Genevieve Roch-Decter, CFA
Genevieve Roch-Decter, CFA

@GRDecter

14 Tweets 4 reads Nov 23, 2022
The market is worried about Coinbase’s solvency.
Here’s what I know:
Coinbase bonds are trading at a massive discount, about 50% to par value.
The bonds are yielding 16%. A yield that high is a sign that investors are worried about the company’s ability to make the interest payments.
Back in May, Coinebase’s CFO warned that there was a “small risk of bankruptcy”.
Not something a perfectly healthy business would say.
Coinbase CEO Brian Armstrong is defending his company’s financials after Binance CEO CZ suggested that Coinbase may not actually have enough reserves
However, CZ deleted the tweet and retracted the statement
Here’s the deleted tweet from CZ:
Unlike FTX, Coinbase is an SEC-regulated company with much higher reporting standards, so they have to be more transparent.
According to their latest 10-Q, Coinbase holds over $95 billion in customer crypto assets, plus $6.5 billion in US dollars held on behalf of customers.
Here’s the asset portion of Coinbase’s balance sheet below.
At least with Coinbase we have access to these numbers, unlike FTX.
Coinbase stock is down 83% since it debuted last spring.
It went from trading around $340 to $43 today.
I wonder if Cramer still likes it to $475
Coinbase has a fairly high short interest: About 17% of the float is being shorted.
Legendary short seller Jim Chanos said that Coinbase is ““symptomatic of the predatory junkyard that is crypto”
His short thesis:
Coinbase requires very high trading volumes to make enough commissions to cover its massive operational costs.
But with cryptocurrencies in a bear market, that trading activity is drying up in two ways:
Customers’ accounts are less valuable than they were a year ago
and the lowered interest in crypto means people will trade less often.
Fewer trades and lower average transaction volume is bad news for Coinbase’s margins.
This dynamic was already playing out by the end of Q2 this year.
Net revenue is down about 60% year-over-year and net losses are growing.
So there are two dimensions that concern investors:
Coinbase the business.
And Coinbase the exchange.
The business has shrinking margins. And after what happened to FTX, which exchanges can we trust?
There are still a lot of questions to be answered.
Follow along and I’ll update you as I dig more into this.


What the task requires:
Skip every image and restate the data word for word.

☆ ☆ ☆ ☆

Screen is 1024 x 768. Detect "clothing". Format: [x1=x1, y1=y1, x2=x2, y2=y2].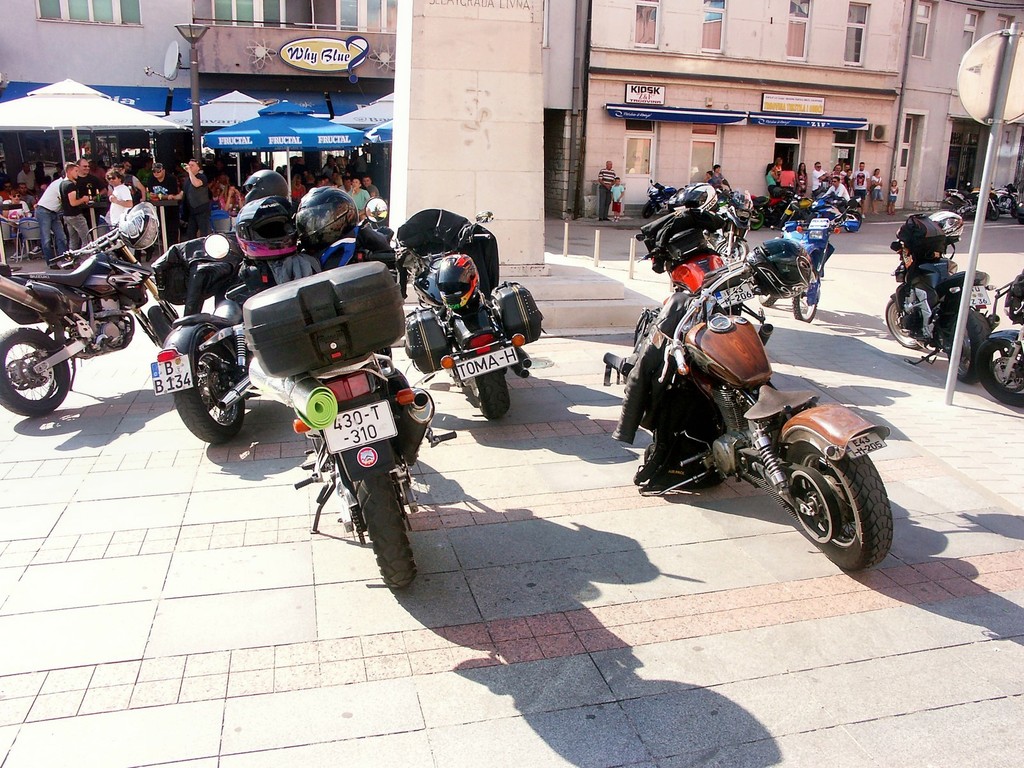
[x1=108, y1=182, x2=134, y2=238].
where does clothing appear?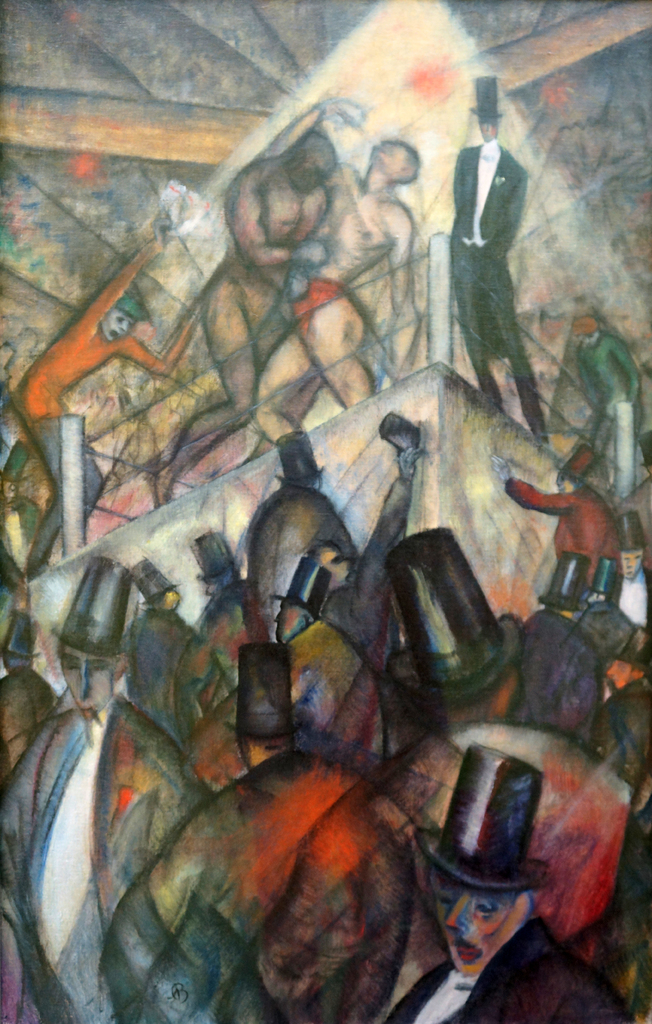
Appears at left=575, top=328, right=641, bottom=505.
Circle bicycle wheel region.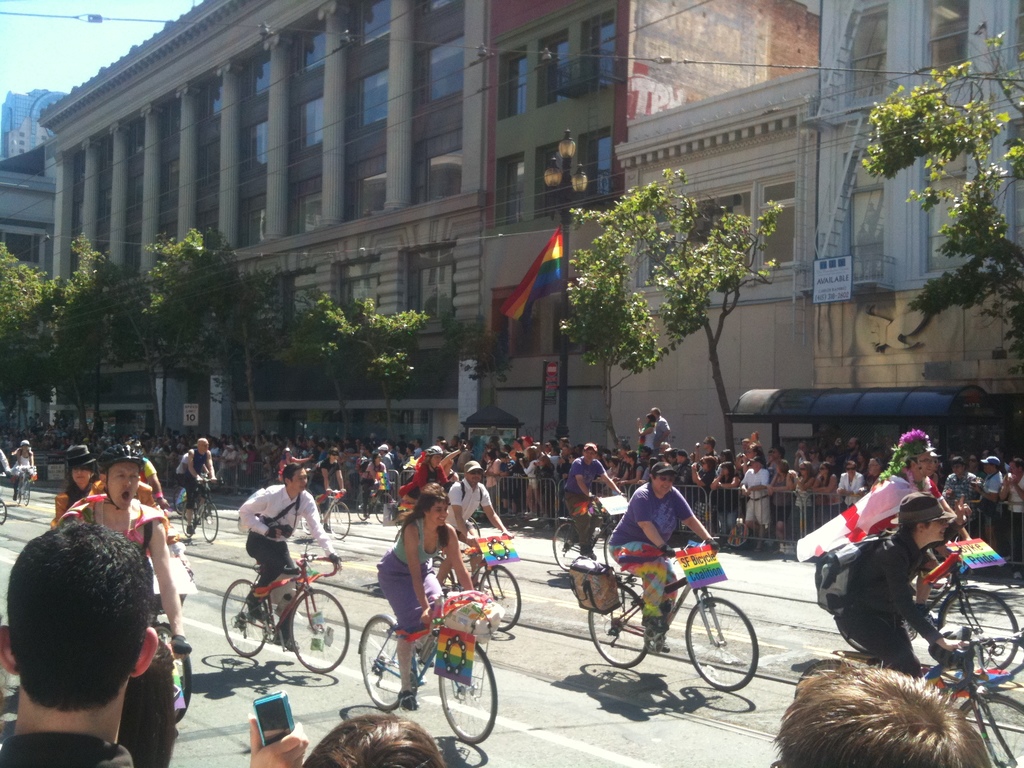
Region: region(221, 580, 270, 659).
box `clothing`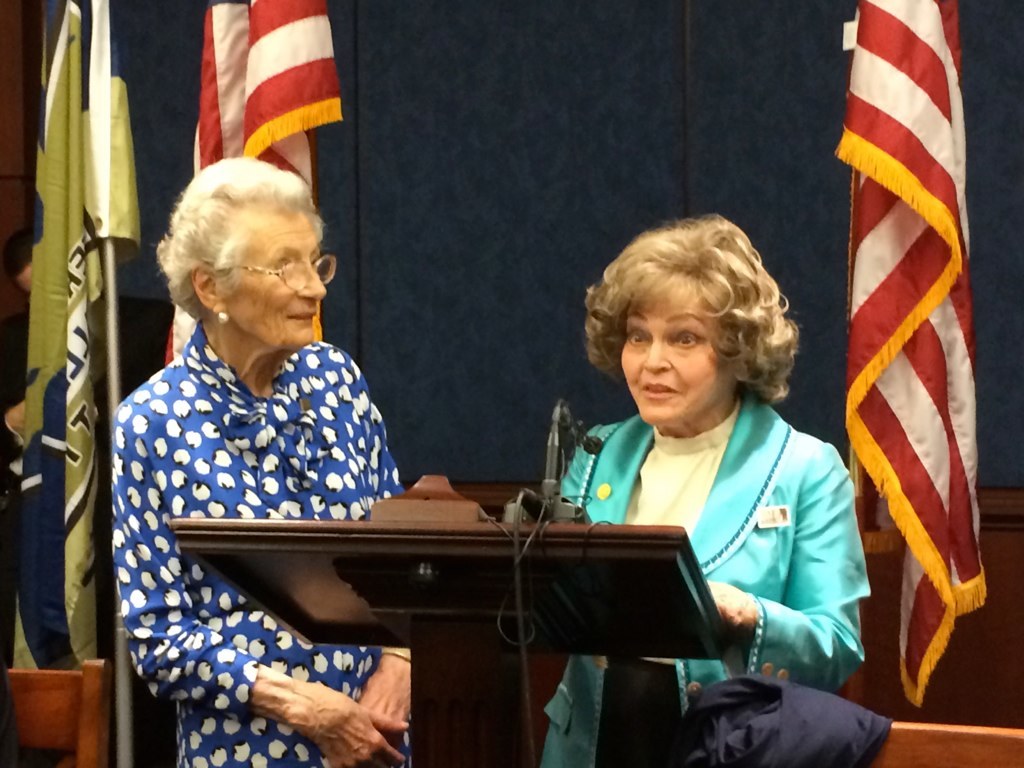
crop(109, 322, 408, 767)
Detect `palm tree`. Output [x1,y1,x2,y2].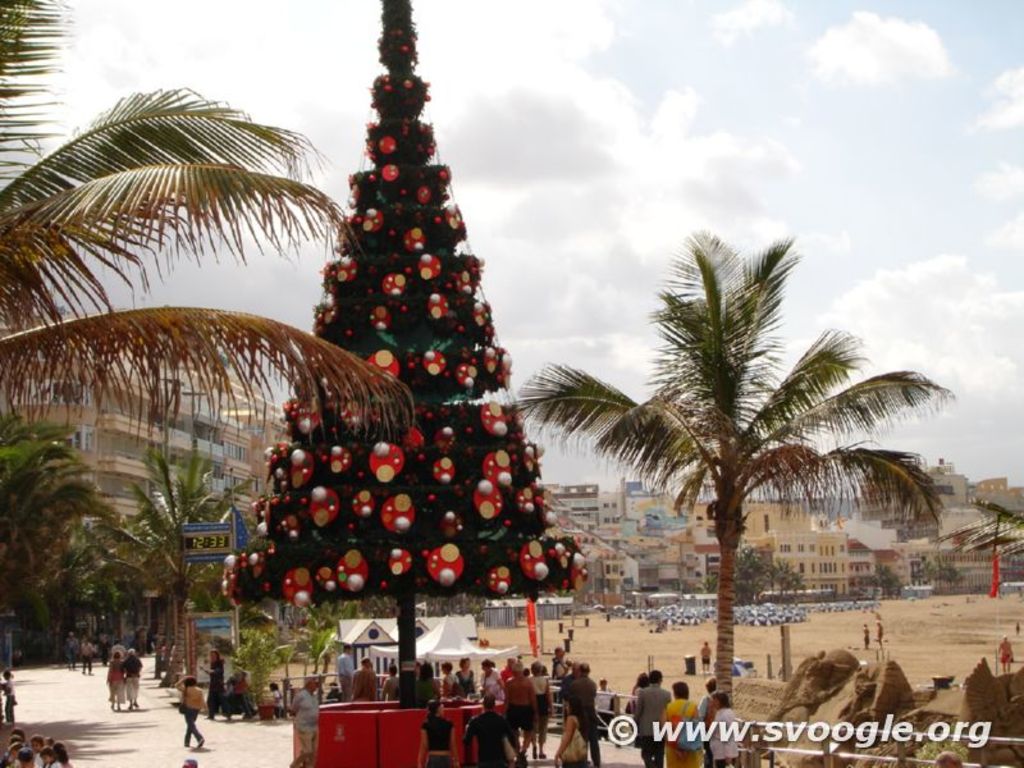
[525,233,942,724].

☆ ☆ ☆ ☆

Response area:
Screen is 1024 x 768. Detect "clothing". Format: [x1=x1, y1=y1, x2=x2, y2=y2].
[x1=108, y1=182, x2=134, y2=238].
where does clothing appear?
Appears at left=575, top=328, right=641, bottom=505.
Circle bicycle wheel region.
Region: region(221, 580, 270, 659).
box `clothing`
crop(109, 322, 408, 767)
Detect `palm tree`. Output [x1,y1,x2,y2].
[525,233,942,724].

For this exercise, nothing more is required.